Quebec’s education minister is facing criticism for tweeting a photo of himself with Nobel Peace Prize recipient Malala Yousafzai after his government banned public employees from wearing headscarves like hers.
Education Minister Jean-François Roberge then further enraged critics by tweeting that, if the 21-year-old educational activist were to teach in Quebec, she would not be able to use the religious head covering she normally wears.
Roberge’s comment comes less than a month after Quebec passed Bill 21 — a controversial piece of legislation introduced by Coalition Avenir Québec, the province’s new anti-immigrant, center right, government. The bill bans public servants such as teachers, police officers and judges from wearing religious symbols, including hijabs, kippas, turbans and crosses.
Critics say the ban unfairly targets Muslim women, while its supporters argue that the legislation is meant to uphold the province’s secular nature.
Yousafzai, the youngest Nobel Prize Laureate and an advocate for girls’ right to education, gained international attention in 2012 after Taliban gunmen shot her in the head for going to school. She met Roberge in France to discuss “access to education and international development,” according to the politician, who is in Paris for a series of education meetings before the G-7 summit next month.
After Roberge shared the photo of himself posing with Yousafzai on Friday, Montreal-based journalist Salim Nadim Valji asked the minister how he would respond if Yousafzai wanted to become a teacher in Quebec.
Roberge responded that having Yousafzai teach in the province would be an “immense honor,” but “that in Quebec, as is the case in France (where we are now) and in other open and tolerant countries, teachers cannot wear religious symbols in performing their duties.”
Roberge did not respond to HuffPost’s request for comment, and Yousafzai was unavailable to comment, according to her spokespeople.
“It’s frankly hysterically and tragically absurd,” Mustafa Farooq, executive director at the National Council of Canadian Muslims, told HuffPost of Roberge’s tweet. “It just stands to show the nature of what happens when you start introducing legislation that strips away from the civil liberties of people.”
“It leads to absurd, unconstitutional consequences that have devastating effects on the way that people can live and how they can feel as citizens,” Farooq added.
Alongside the Canadian Civil Liberties Association, NCCM is set to challenge the legislation in court on Tuesday with Ichrak Nour El Hak, a hijab-wearing Muslim student at the University of Montreal studying to be a teacher. Hak said she fears the law will stop her from teaching in public schools.
Hak is one of possibly hundreds of Muslim women who could be affected by Quebec’s ban. Even before the legislation passed, Muslim women in the region said they faced an increase in hate attacks.
For decades, Quebec has long struggled with Islamophobia in the name of secularism. In 2017, a gunman killed six worshippers and injured 19 others at a mosque in Quebec City in what is now Canada’s worst mass murder in a house of worship. Nonetheless, the current premier of Quebec insisted early this year that the province didn’t have a problem with Islamophobia.
Outside of Quebec, members of far-right hate groups entered a mosque uninvited and harassed worshippers on their way to Friday prayers in Edmonton, Alberta, earlier this year, stoking fears in the Muslim community. Reported hate crimes against Muslims in Canada nearly tripled between 2016 and 2017 alone, with many civil rights organizations noting that the number of crimes is likely higher.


_How to complete this task_:
Copy out each line below verbatim, skipping any picture.

*** Material supplied

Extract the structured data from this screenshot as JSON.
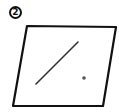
{
  "figure": {
    "label": "2",
    "elements": [
      {
        "type": "plane",
        "description": "parallelogram representing a plane"
      },
      {
        "type": "line-segment",
        "description": "line segment lying in the plane"
      },
      {
        "type": "point",
        "description": "point in the plane, not on the line"
      }
    ],
    "stroke_color": "#111111",
    "point_color": "#555555"
  }
}
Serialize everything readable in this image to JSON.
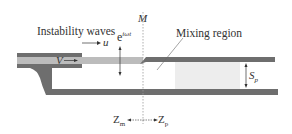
{
  "labels": {
    "instability_waves": "Instability waves",
    "u": "u",
    "e_base": "e",
    "e_exp": "iωt",
    "M": "M",
    "mixing_region": "Mixing region",
    "V": "V",
    "S_base": "S",
    "S_sub": "p",
    "Zm_base": "Z",
    "Zm_sub": "m",
    "Zp_base": "Z",
    "Zp_sub": "p"
  },
  "colors": {
    "wall": "#6e6e6e",
    "flow": "#b9b9b9",
    "mixing": "#ececec",
    "text": "#333333",
    "line": "#888888"
  }
}
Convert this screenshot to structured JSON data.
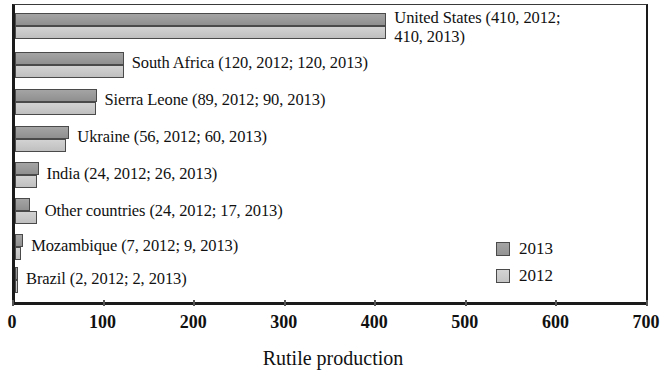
{
  "chart_data": {
    "type": "bar",
    "orientation": "horizontal",
    "title": "",
    "xlabel": "Rutile production",
    "ylabel": "",
    "xlim": [
      0,
      700
    ],
    "xticks": [
      0,
      100,
      200,
      300,
      400,
      500,
      600,
      700
    ],
    "grid": false,
    "legend_position": "lower-right-inside",
    "categories": [
      "United States",
      "South Africa",
      "Sierra Leone",
      "Ukraine",
      "India",
      "Other countries",
      "Mozambique",
      "Brazil"
    ],
    "series": [
      {
        "name": "2013",
        "color": "#9a9a9a",
        "values": [
          410,
          120,
          90,
          60,
          26,
          17,
          9,
          2
        ]
      },
      {
        "name": "2012",
        "color": "#c9c9c9",
        "values": [
          410,
          120,
          89,
          56,
          24,
          24,
          7,
          2
        ]
      }
    ],
    "data_labels": [
      "United States (410, 2012;\n410, 2013)",
      "South Africa (120, 2012; 120, 2013)",
      "Sierra Leone  (89, 2012; 90, 2013)",
      "Ukraine (56, 2012; 60, 2013)",
      "India (24, 2012; 26, 2013)",
      "Other countries (24, 2012; 17, 2013)",
      "Mozambique (7, 2012; 9, 2013)",
      "Brazil (2, 2012; 2, 2013)"
    ]
  },
  "axis": {
    "title": "Rutile production",
    "tick_labels": [
      "0",
      "100",
      "200",
      "300",
      "400",
      "500",
      "600",
      "700"
    ]
  },
  "legend": {
    "entries": [
      {
        "label": "2013"
      },
      {
        "label": "2012"
      }
    ]
  },
  "labels": {
    "united_states": "United States (410, 2012;\n410, 2013)",
    "south_africa": "South Africa (120, 2012; 120, 2013)",
    "sierra_leone": "Sierra Leone  (89, 2012; 90, 2013)",
    "ukraine": "Ukraine (56, 2012; 60, 2013)",
    "india": "India (24, 2012; 26, 2013)",
    "other_countries": "Other countries (24, 2012; 17, 2013)",
    "mozambique": "Mozambique (7, 2012; 9, 2013)",
    "brazil": "Brazil (2, 2012; 2, 2013)"
  }
}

******

_Result_:
Extract the structured data from this screenshot as JSON.
{
  "figure": {
    "label": "2",
    "elements": [
      {
        "type": "plane",
        "description": "parallelogram representing a plane"
      },
      {
        "type": "line-segment",
        "description": "line segment lying in the plane"
      },
      {
        "type": "point",
        "description": "point in the plane, not on the line"
      }
    ],
    "stroke_color": "#111111",
    "point_color": "#555555"
  }
}
Serialize everything readable in this image to JSON.
{
  "labels": {
    "instability_waves": "Instability waves",
    "u": "u",
    "e_base": "e",
    "e_exp": "iωt",
    "M": "M",
    "mixing_region": "Mixing region",
    "V": "V",
    "S_base": "S",
    "S_sub": "p",
    "Zm_base": "Z",
    "Zm_sub": "m",
    "Zp_base": "Z",
    "Zp_sub": "p"
  },
  "colors": {
    "wall": "#6e6e6e",
    "flow": "#b9b9b9",
    "mixing": "#ececec",
    "text": "#333333",
    "line": "#888888"
  }
}
Convert this screenshot to structured JSON data.
{
  "chart_data": {
    "type": "bar",
    "orientation": "horizontal",
    "title": "",
    "xlabel": "Rutile production",
    "ylabel": "",
    "xlim": [
      0,
      700
    ],
    "xticks": [
      0,
      100,
      200,
      300,
      400,
      500,
      600,
      700
    ],
    "grid": false,
    "legend_position": "lower-right-inside",
    "categories": [
      "United States",
      "South Africa",
      "Sierra Leone",
      "Ukraine",
      "India",
      "Other countries",
      "Mozambique",
      "Brazil"
    ],
    "series": [
      {
        "name": "2013",
        "color": "#9a9a9a",
        "values": [
          410,
          120,
          90,
          60,
          26,
          17,
          9,
          2
        ]
      },
      {
        "name": "2012",
        "color": "#c9c9c9",
        "values": [
          410,
          120,
          89,
          56,
          24,
          24,
          7,
          2
        ]
      }
    ],
    "data_labels": [
      "United States (410, 2012;\n410, 2013)",
      "South Africa (120, 2012; 120, 2013)",
      "Sierra Leone  (89, 2012; 90, 2013)",
      "Ukraine (56, 2012; 60, 2013)",
      "India (24, 2012; 26, 2013)",
      "Other countries (24, 2012; 17, 2013)",
      "Mozambique (7, 2012; 9, 2013)",
      "Brazil (2, 2012; 2, 2013)"
    ]
  },
  "axis": {
    "title": "Rutile production",
    "tick_labels": [
      "0",
      "100",
      "200",
      "300",
      "400",
      "500",
      "600",
      "700"
    ]
  },
  "legend": {
    "entries": [
      {
        "label": "2013"
      },
      {
        "label": "2012"
      }
    ]
  },
  "labels": {
    "united_states": "United States (410, 2012;\n410, 2013)",
    "south_africa": "South Africa (120, 2012; 120, 2013)",
    "sierra_leone": "Sierra Leone  (89, 2012; 90, 2013)",
    "ukraine": "Ukraine (56, 2012; 60, 2013)",
    "india": "India (24, 2012; 26, 2013)",
    "other_countries": "Other countries (24, 2012; 17, 2013)",
    "mozambique": "Mozambique (7, 2012; 9, 2013)",
    "brazil": "Brazil (2, 2012; 2, 2013)"
  }
}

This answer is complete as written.